Chronological listing of the main classical literature sources for the Stymphalian birds :
  • Sophocles, The Philoctetes, 1092 ff with the Scholiast
Regarding the Sophocles source, Jebb says Brunck reads "πτωκάδες" as "πλωάδες" which is an epithet given by Apollonius Rhodius to the Stymphalian birds in Argonautica 2. 1054.
  • Apollonius Rhodius, Argonautica 2. 1054 ff
  • Mnaseas, Scholiast on Apoll. Rhod. 2.1054
  • Diodorus Siculus, Library of History 3. 30. 4
  • Diodorus Siculus, Library of History 4. 13. 2
  • Lucretius, Of The Nature of Things 5. Proem 1
  • Ovid, Metamorphoses 9. 187 ff
  • Strabo, Geography 8. 6. 8
  • Philippus of Thessalonica, The Twelve Labors of Hercules
  • Seneca, Hercules Furens 243 ff
  • Seneca, Medea 771 ff
  • Seneca, Phoenissae 420 ff
  • Seneca, Hercules Oetaeus 17–30.
  • Seneca, Hercules Oetaeus 1237 ff
  • Seneca, Hercules Oetaeus 1813 ff
  • Statius, Thebaid 4. 100 ff
  • Statius, Thebaid 4. 292 ff
  • Plutarch, Moralia, On the Fortune of Alexander, 341. 11 ff
  • Pseudo-Apollodorus, The Library 2. 5. 6
  • Pausanias, Description of Greece 5. 10. 9
  • Pausanias, Description of Greece 8. 22. 4–5
  • Pseudo-Hyginus, Fabulae 20
  • Pseudo-Hyginus, Fabulae 30
  • Quintus Smyrnaeus, Fall of Troy 6. 227 ff
  • Servius, In Vergilii Carmina Commentarii 8. 299
  • Nonnos, Dionysiaca 25. 242 ff
  • Nonnos Dionysiaca 29. 237 ff
  • Boethius, The Consolation of Philosophy 4. 7. 13 ff
  • Tzetzes, Chiliades or Book of Histories 2. 291 ff
  • Tzetzes, Chiliades or Book of Histories 2. 496 ff

    General sources

  • Apollodorus, The Library with an English Translation by Sir James George Frazer, F.B.A., F.R.S. in 2 Volumes, Cambridge, MA, Harvard University Press; London, William Heinemann Ltd. 1921. ISBN 0-674-99135-4. .

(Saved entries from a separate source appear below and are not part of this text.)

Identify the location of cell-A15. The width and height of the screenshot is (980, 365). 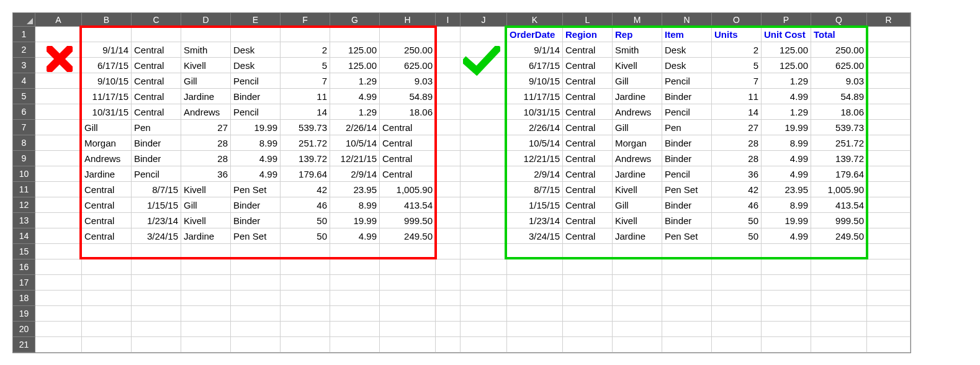
(58, 252).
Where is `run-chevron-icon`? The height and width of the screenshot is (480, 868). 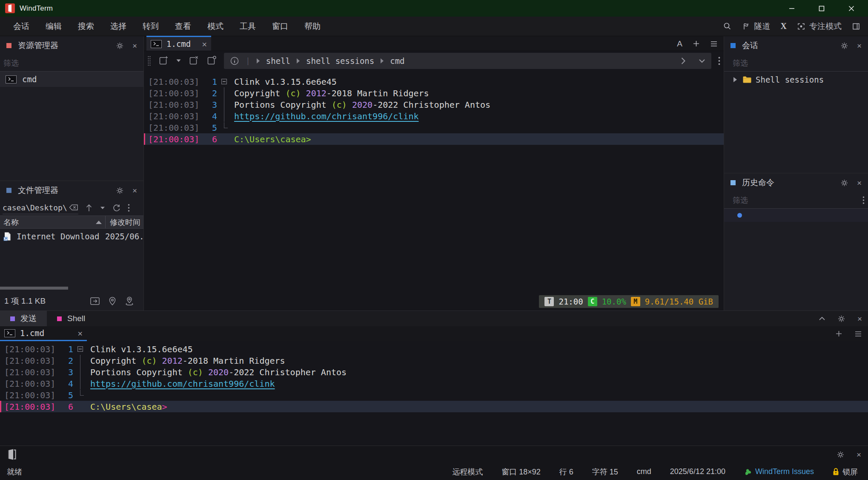 run-chevron-icon is located at coordinates (683, 61).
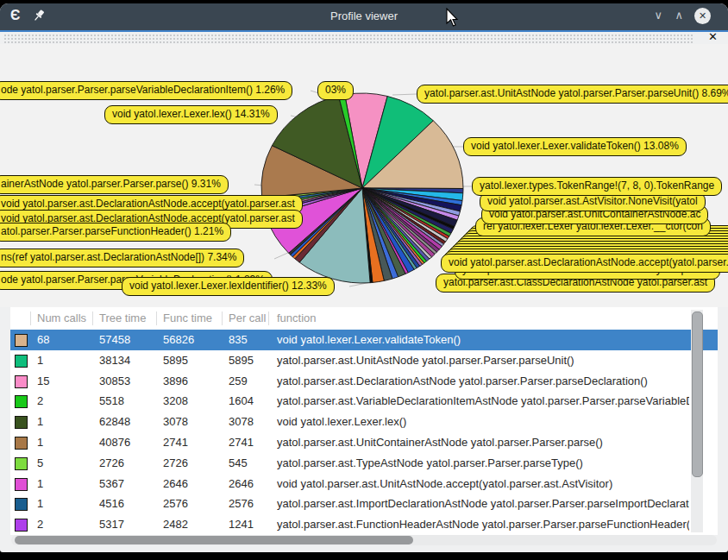  I want to click on per-call-cell: 1241, so click(242, 525).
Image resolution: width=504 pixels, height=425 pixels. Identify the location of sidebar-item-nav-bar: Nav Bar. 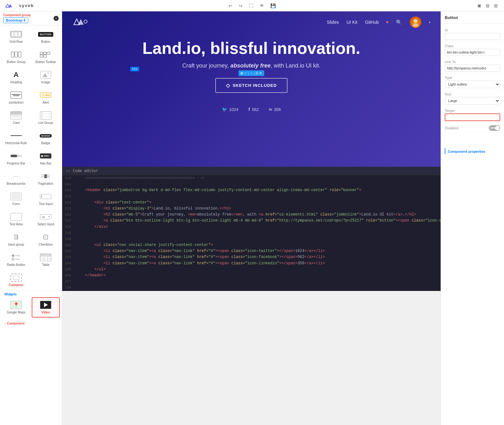
(46, 158).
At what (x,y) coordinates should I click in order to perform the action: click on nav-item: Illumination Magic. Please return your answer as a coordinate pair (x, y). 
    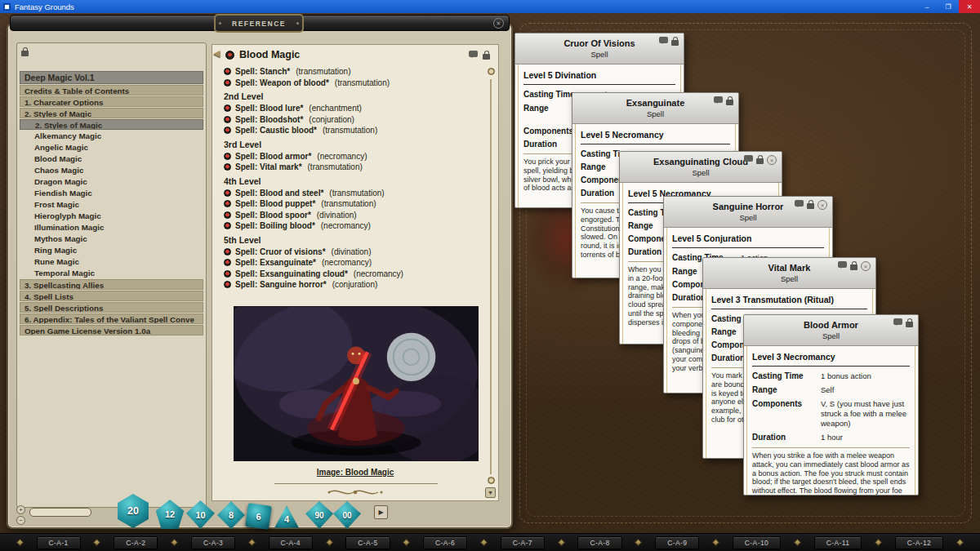
    Looking at the image, I should click on (111, 227).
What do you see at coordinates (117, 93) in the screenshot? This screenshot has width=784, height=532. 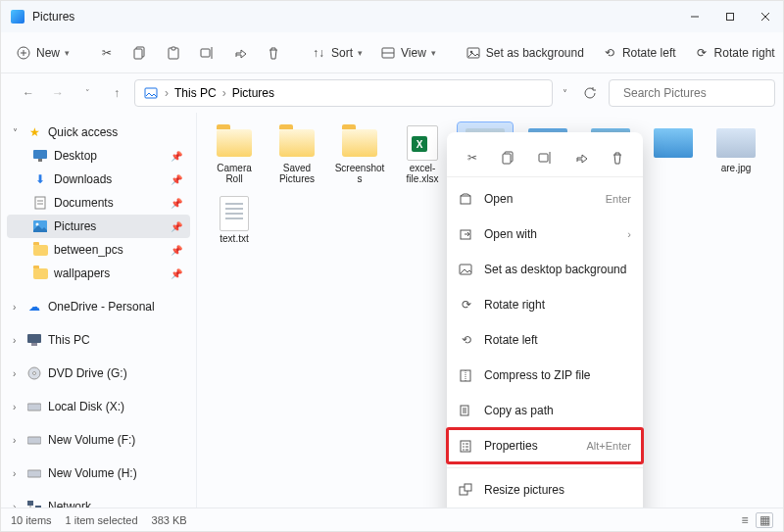 I see `up-button: ↑` at bounding box center [117, 93].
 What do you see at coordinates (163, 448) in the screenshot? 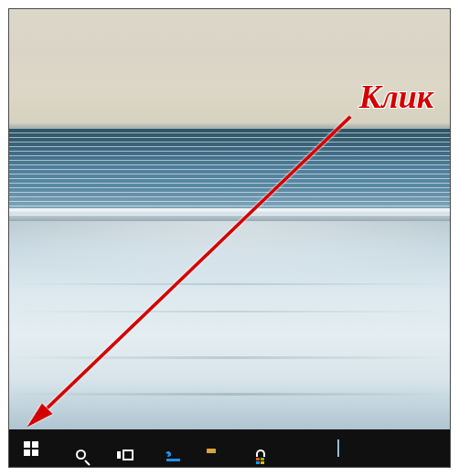
I see `edge-browser` at bounding box center [163, 448].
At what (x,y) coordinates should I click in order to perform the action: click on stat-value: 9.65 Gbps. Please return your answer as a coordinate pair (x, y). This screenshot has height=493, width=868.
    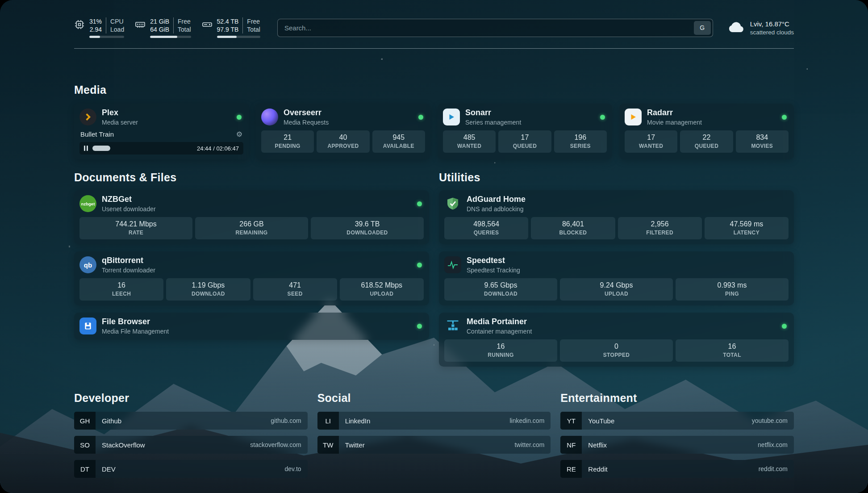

  • Apollonius Rhodius, Argonautica translated by Robert Cooper Seaton, R. C. Loeb Classical Library Volume 001. London, William Heinemann Ltd, 1912.
  • Apollonius Rhodius, Argonautica. George W. Mooney. London. Longmans, Green. 1912. .
  • Gaius Julius Hyginus, Fabulae from The Myths of Hyginus translated and edited by Mary Grant. University of Kansas Publications in Humanistic Studies.
  • "Greece: I Ancient", in The New Grove's Dictionary of Music and Musicians, London 2001, vol. 10, pp. 344–34
  • Maurus Servius Honoratus, In Vergilii carmina comentarii. Servii Grammatici qui feruntur in Vergilii carmina commentarii; recensuerunt Georgius Thilo et Hermannus Hagen. Georgius Thilo. Leipzig. B. G. Teubner. 1881. .
  • Pausanias, Description of Greece with an English Translation by W.H.S. Jones, Litt.D., and H.A. Ormerod, M.A., in 4 Volumes. Cambridge, MA, Harvard University Press; London, William Heinemann Ltd. 1918..
  • Pausanias, Graeciae Descriptio. ''3 vols. Leipzig, Teubner. 1903. .
  • Quintus Smyrnaeus, The Fall of Troy translated by Way. A. S. Loeb Classical Library Volume 19. London: William Heinemann, 1913.
  • Quintus Smyrnaeus, The Fall of Troy. Arthur S. Way. London: William Heinemann; New York: G.P. Putnam's Sons. 1913. .
  • Strabo, The Geography of Strabo. Edition by H.L. Jones. Cambridge, Mass.: Harvard University Press; London: William Heinemann, Ltd. 1924.
  • Strabo, Geographica edited by A. Meineke. Leipzig: Teubner. 1877.
  • Tzetzes, John, Histories or Chiliades'' unedited translation by Ana Untila, Gary Berkowitz, Konstantinos Ramiotis, Vasiliki Dogani, Jonathan Alexander, Muhammad Syarif Fadhlurrahman, and Nikolaos Giallousis, with translation adjustments by Brady Kiesling affecting about 15 percent of the total. These translations are based on the 1826 Greek edition of Theophilus Kiesslingius.